Latin America
Showing Original Post only (View all)Missed this until a moment ago: Confirmed: Elliott Abrams's Defense of Mass Murder Was Based on Lies [View all]
The reporters who covered the El Mozote massacre were right all along.
By Eric Alterman
JANUARY 30, 2020
From the moment he won the 1980 presidential election, Ronald Reagan began looking for somewhere to fight a proxy war against the Soviet Union. Together with his advisers, he chose the Central American nation of El Salvador, where a civil war was raging between Marxist guerrillas and a military-led dictatorship.
To remain in power, the junta relied on death squads to kill not only its opponents but anyone who might even think of supporting its opponents, including nuns, priests, and children.
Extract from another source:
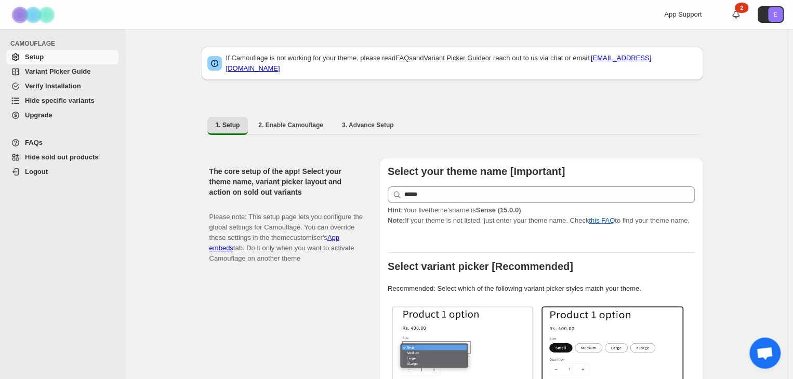  I want to click on span: Logout, so click(36, 171).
The government claimed the death squads were independent, but in truth, they were just regular government soldiers, often (but not always) out of uniform. In order to justify US involvement in the war, Reagan had to defend the junta in the media. We are helping the forces that are supporting human rights in El Salvador, Reagan lied in a 1981 news conference.
Congress, at the time, was much closer to the concerns of the public than now, and war remained deeply unpopular. Many Americans were not only appalled by the juntas willingness to murder US-based nuns and churchwomen; they also feared US involvement in another anti-guerrilla war in which the country had no clear national interest. The bumper sticker El Salvador is Spanish for Vietnam spoke for these Americans as few slogans manage to do.
Although they had the country behind them, few Democrats were willing to risk taking the blame should El Salvador go communist, as Nicaragua appeared to be doing. To avoid responsibility, they devised a face-saving plan to demand that the Reagan administration undergo a process of certification to demonstrate that the Salvadorans were making progress in respecting human rights. In January 1982, just as the Reagan administration was preparing to make its very first certification, the White House found itself faced with reports of a massacre in the village of El Mozote, in the tiny, guerrilla-friendly canton of Morazan.
On the day before the first hearing, January 26, 1982, Raymond Bonner of The New York Times and Alma Guillermoprieto of The Washington Post simultaneously reported on an incident in which hundreds of unarmed civilians had been summarily murdered by uniformed Salvadoran soldiers. (Bonner put the number of victims between 722 and 926.) Neither reporter had seen the massacre take place, and both noted that their guides to the site had been associated with the guerrillas. Yet the journalists saw the corpses firsthand, and photographer Susan Meiselas documented many of them as well.